Last week, the Navy had its say on what a sixth-generation fighter should look like, and on Friday, the Air Force joined the discussion.
The Navy envisions heavy firepower and the electronic means to suppress enemy air defenses, while the Air Force imagines a futuristic swarm of autonomous warbirds that explode on target.
Both are part of the initial designing and innovations under consideration as the Department of Defense begins funding the studies and technologies it seeks in a sixth-generation fighter.
“There are different problems that the different services’ air arms face. So you should expect us to come off with different solutions because we’re asked to do different things,” said Lt. Gen. James Holmes, Air Force Deputy Chief of Staff for Strategic Plans and Requirements.
The future fighter, which Deputy Defense Secretary Bob Work pushed into the spotlight as DOD unrolled its budget last week, isn’t in a design stage yet. In his introduction of the fighter, Work noted the Defense Advanced Research Projects Agency would take the initial design lead and develop a prototype for the Air Force and Navy, and would likely take 15 years to develop. The fiscal year 2016 budget allocates $8 million to begin the design and development; and hundreds of millions more are scattered throughout research and development accounts to push forward some of the propulsion and materials technologies it may apply to a future fighter.
There are commonalities among both services’ ideas; for now, stealth is falling as a priority for both the Navy and Air Force as competitors’ technological gains make the once-futuristic technology detectable.
Based on competitors’ gains in radar and sensor technologies, “stealth is necessary, but may not be sufficient,” Gen. Holmes said. “There’s a whole lot of pieces to stealth. We tend to focus on the reduced radar cross section part of it, but there’s an entire spectrum — from your electromagnetic emissions to your [infrared profile].”
Last week, Chief of Naval Operations Adm. Jonathan Greenert said that for him, stealth was not as important as firepower.
Due to the limits of technology and advances by competitors, “you can’t become so stealthy that you become invisible — you are going to generate a signature of some sort,” he said “So you have to deal with that, you have to be able to deploy weapons that are going to be longer range, be smarter and have more of them. I believe you are going to have to do more overwhelming of the defenses, if you will.”
Both the Navy and Air Force are pursuing an unmanned version, with the Air Force considering the autonomous capabilities to enhance a future airframe’s ability to detect and evade air defenses before destroying a target.

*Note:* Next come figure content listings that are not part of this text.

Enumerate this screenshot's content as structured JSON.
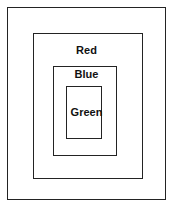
{
  "diagram": {
    "type": "nested-boxes",
    "background_color": "#ffffff",
    "stroke_color": "#232323",
    "text_color": "#111111",
    "boxes": [
      {
        "name": "outer",
        "label": "",
        "x": 7,
        "y": 7,
        "width": 159,
        "height": 193,
        "stroke": "#232323",
        "fill": "none"
      },
      {
        "name": "red",
        "label": "Red",
        "x": 33,
        "y": 33,
        "width": 110,
        "height": 146,
        "stroke": "#232323",
        "fill": "none"
      },
      {
        "name": "blue",
        "label": "Blue",
        "x": 53,
        "y": 66,
        "width": 64,
        "height": 90,
        "stroke": "#232323",
        "fill": "none"
      },
      {
        "name": "green",
        "label": "Green",
        "x": 66,
        "y": 86,
        "width": 36,
        "height": 53,
        "stroke": "#232323",
        "fill": "none"
      }
    ],
    "labels": {
      "red": "Red",
      "blue": "Blue",
      "green": "Green"
    }
  }
}
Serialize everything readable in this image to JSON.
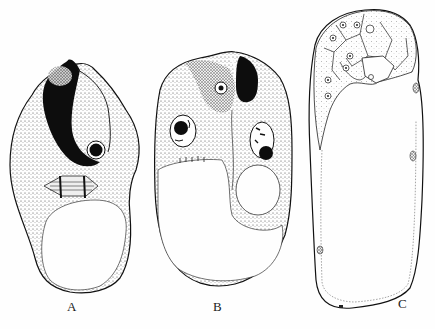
{
  "figure": {
    "type": "biological-line-drawing",
    "panels": [
      {
        "id": "A",
        "label": "A",
        "description": "cell with dark crescent mass, nucleus and spindle, large lower vacuole"
      },
      {
        "id": "B",
        "label": "B",
        "description": "cell with two nuclei, dark apical body, lower vacuoles"
      },
      {
        "id": "C",
        "label": "C",
        "description": "elongated sac with apical multicellular cap, large central cavity"
      }
    ],
    "colors": {
      "ink": "#111111",
      "stipple": "#555555",
      "paper": "#fefefe"
    }
  }
}
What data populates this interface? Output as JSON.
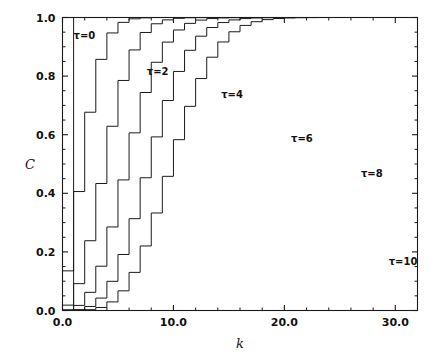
{
  "chart_data": {
    "type": "line",
    "subtype": "step",
    "title": "",
    "xlabel": "k",
    "ylabel": "C",
    "xlim": [
      0,
      32
    ],
    "ylim": [
      0.0,
      1.0
    ],
    "grid": false,
    "legend_position": "inline-annotations",
    "x_ticks": [
      0,
      10,
      20,
      30
    ],
    "x_tick_labels": [
      "0.0",
      "10.0",
      "20.0",
      "30.0"
    ],
    "x_minor_tick_step": 2,
    "y_ticks": [
      0.0,
      0.2,
      0.4,
      0.6,
      0.8,
      1.0
    ],
    "y_tick_labels": [
      "0.0",
      "0.2",
      "0.4",
      "0.6",
      "0.8",
      "1.0"
    ],
    "y_minor_tick_step": 0.05,
    "x": [
      0,
      1,
      2,
      3,
      4,
      5,
      6,
      7,
      8,
      9,
      10,
      11,
      12,
      13,
      14,
      15,
      16,
      17,
      18,
      19,
      20,
      21,
      22,
      23,
      24,
      25,
      26,
      27,
      28,
      29,
      30,
      31,
      32
    ],
    "series": [
      {
        "name": "t=0",
        "label": "τ=0",
        "tau": 0,
        "label_x": 1.0,
        "label_y": 0.925,
        "values": [
          1,
          1,
          1,
          1,
          1,
          1,
          1,
          1,
          1,
          1,
          1,
          1,
          1,
          1,
          1,
          1,
          1,
          1,
          1,
          1,
          1,
          1,
          1,
          1,
          1,
          1,
          1,
          1,
          1,
          1,
          1,
          1,
          1
        ]
      },
      {
        "name": "t=2",
        "label": "τ=2",
        "tau": 2,
        "label_x": 7.6,
        "label_y": 0.805,
        "values": [
          0.1353,
          0.406,
          0.6767,
          0.8571,
          0.9473,
          0.9834,
          0.9955,
          0.9989,
          0.9998,
          1,
          1,
          1,
          1,
          1,
          1,
          1,
          1,
          1,
          1,
          1,
          1,
          1,
          1,
          1,
          1,
          1,
          1,
          1,
          1,
          1,
          1,
          1,
          1
        ]
      },
      {
        "name": "t=4",
        "label": "τ=4",
        "tau": 4,
        "label_x": 14.3,
        "label_y": 0.725,
        "values": [
          0.0183,
          0.0916,
          0.2381,
          0.4335,
          0.6288,
          0.7851,
          0.8893,
          0.9489,
          0.9786,
          0.9919,
          0.9972,
          0.9991,
          0.9997,
          0.9999,
          1,
          1,
          1,
          1,
          1,
          1,
          1,
          1,
          1,
          1,
          1,
          1,
          1,
          1,
          1,
          1,
          1,
          1,
          1
        ]
      },
      {
        "name": "t=6",
        "label": "τ=6",
        "tau": 6,
        "label_x": 20.6,
        "label_y": 0.575,
        "values": [
          0.0025,
          0.0174,
          0.062,
          0.1512,
          0.2851,
          0.4457,
          0.6063,
          0.744,
          0.8472,
          0.9161,
          0.9574,
          0.9799,
          0.9912,
          0.9964,
          0.9986,
          0.9995,
          0.9998,
          0.9999,
          1,
          1,
          1,
          1,
          1,
          1,
          1,
          1,
          1,
          1,
          1,
          1,
          1,
          1,
          1
        ]
      },
      {
        "name": "t=8",
        "label": "τ=8",
        "tau": 8,
        "label_x": 26.9,
        "label_y": 0.455,
        "values": [
          0.0003,
          0.003,
          0.0138,
          0.0424,
          0.0996,
          0.1912,
          0.3134,
          0.453,
          0.5925,
          0.7166,
          0.8159,
          0.8881,
          0.9362,
          0.9658,
          0.9827,
          0.9918,
          0.9963,
          0.9984,
          0.9993,
          0.9997,
          0.9999,
          1,
          1,
          1,
          1,
          1,
          1,
          1,
          1,
          1,
          1,
          1,
          1
        ]
      },
      {
        "name": "t=10",
        "label": "τ=10",
        "tau": 10,
        "label_x": 29.4,
        "label_y": 0.155,
        "values": [
          5e-05,
          0.0005,
          0.0028,
          0.0103,
          0.0293,
          0.0671,
          0.1301,
          0.2202,
          0.3328,
          0.4579,
          0.583,
          0.6968,
          0.7916,
          0.8645,
          0.9165,
          0.9513,
          0.973,
          0.9857,
          0.9928,
          0.9965,
          0.9984,
          0.9993,
          0.9997,
          0.9999,
          1,
          1,
          1,
          1,
          1,
          1,
          1,
          1,
          1
        ]
      }
    ],
    "note_truncated_top": "curves are clipped at C=1.0 (axis top)"
  }
}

“We are not looking at trying to play chess with it,” Holmes said, noting that the autonomy would be narrowly tailored to assist it in contested environments. But looking at the future air-to-air and ground-to-air threats, he said, “you can see some applications for a swarming, autonomous ability to go target surface-to-air defenses. We want to see, does that work, how much would it cost? If it’s expendable, is it worth the cost to pay for autonomy in something that is going to blow itself up when it hits the target? There’s a lot of things we still need to learn.”
Production of an actual warplane is still 15 years out, if the new fighter beats production schedules of its predecessors. The fifth-generation fighter it would follow, the F-35 Joint Strike Fighter, isn’t in service yet, even though it started its development the same way that the sixth-generation fighter is slated to go — as a DARPA-led program back in 1995.
Since then, the program has faced significant program delays and cost overruns; each airframe is now slated to cost about $100 million and the total cost of the program, including the development and procurement, is estimated to be $323.5 billion.
The U.S. Marine Corps Variant of the fighter, the F-35B, was originally scheduled to be fully operational in March 2012, it is now scheduled to join the service this July. The Air Force variant is slated for 2016; Navy’s variant won’t be ready until 2019.